The convicted Bosnian Serb militia leader Radovan Karadžić will complete the rest of his life sentence for genocide in the UK after it volunteered to take the prisoner as part of an effort to support international justice.

Air France and Airbus will face trial for “unintentional manslaughter” in a 2009 crash that killed 228 people after an appeal court overturned a previous decision to dismiss the case.

The stratosphere surround Earth has contracted by 400 metres since the 1980s, a study has revealed, with greenhouse gas emissions set to dramatically shrink the planet’s protective layer unless major cuts are achieved in the next 60 years.

Recommended reads

It’s commonly described as “water ballet” but the oft-maligned sport of synchronised swimming has perhaps never looked so stunning thanks to the aerial photography of Brad Walls, in his series Water Geomaids.

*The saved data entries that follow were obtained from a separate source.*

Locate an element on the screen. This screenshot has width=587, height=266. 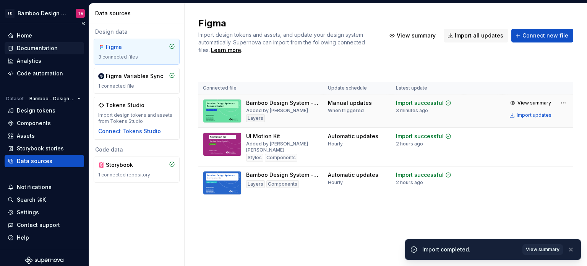
a: Code automation is located at coordinates (44, 73).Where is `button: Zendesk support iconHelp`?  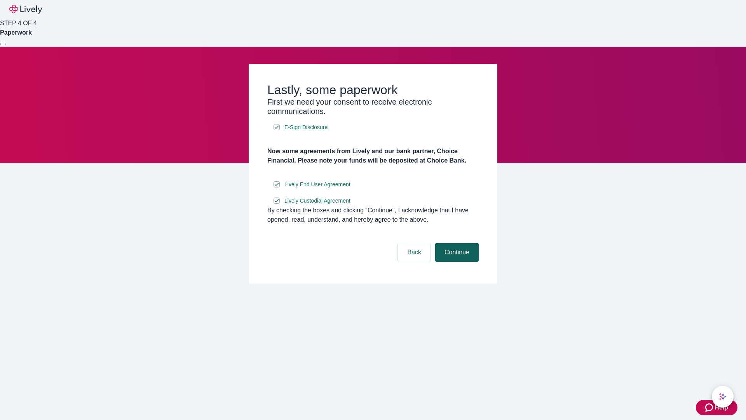
button: Zendesk support iconHelp is located at coordinates (717, 407).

For comedian Liv Hewson, low-stakes comedy on the internet is: “Formative. Essential. Joyous.” And as the curator of this week’s 10 funniest things on the internet, they’ve certainly dug deeply into their curated list of goodies. Next time you take daylight savings for granted, think about poor Oskaar in Iceland.

“The sound that defines the pandemic era is bubblegum sweet and razor sharp; deliriously loud and disorientatingly nonlinear.” As “hyperpop” blossoms in Australia and around the world, it might be hard to define but you definitely know it when you hear it. “A young American contingent is pushing it into a more visceral, less cerebral place, as influenced by pop-punk and rap as it once was by trance and Europop,” writes Shaad D’Souza.

Listen

Nearly half the women murdered in Queensland by an intimate partner had previously been labelled as perpetrators of domestic violence, concerning new research has suggested. On this episode of Full Story, reporter Ben Smee talks with Dr Hannah McGlade about the criminalising of Indigenous women.

Full Story is Guardian Australia’s daily news podcast. Subscribe for free on Apple Podcasts, Spotify or any other podcasting app.

Sport

Fresh from clinching the Women’s Super League title with Chelsea, the Matildas captain, Sam Kerr eyes, the big one – the Champions League final against Barcelona, this weekend. As she tells Susan Wrack, Chelsea’s shot at a rare quadruple is a huge payoff for an otherwise challenging season off the pitch.

Australia’s Caleb Ewan has won his fourth career Giro D’Italia stage, beating the luckless Giacomo Nizzolo on the line to secure victory on stage five. Nizzolo has now finished second 11 times in his home event, without ever winning, on what was a regrettably crash-strewn day.

Media roundup

Western Australia could record more than 10,000 breaches of family violence restraining orders this year, the West Australian reports, with clogged courts and legislative loopholes responsible for a doubling in numbers, according to lawyers representing victims. High-income tax cuts loom as a key election flashpoint between the two major parties, writes the Financial Review, with Labor and leading economists questioning the viability of the federal government’s stage three tax cuts. And a much-loved public mural of dogs in North Hobart could be about to be removed, with the new owners sick of people confusing the now dental surgery for a veterinary hospital: the Mercury has the full story.

Coming up

Federal parliament sits with Anthony Albanese to deliver his budget-in-reply speech. Follow all the day’s news live with Amy Remeikis.

A Senate report into the future of Australia’s aviation sector is due to be released.

And if you’ve read this far …

Where does the line between parody and the misuse of intellectual property lie? It’s a question tested by the estate of the much-loved boy innocent Tintin, who a French artist has been placing in, well, slightly more adult environments. “Taking advantage of the reputation of a character to immerse him in an erotic universe has nothing to do with humour,” lawyers argued, but a French court has ruled otherwise.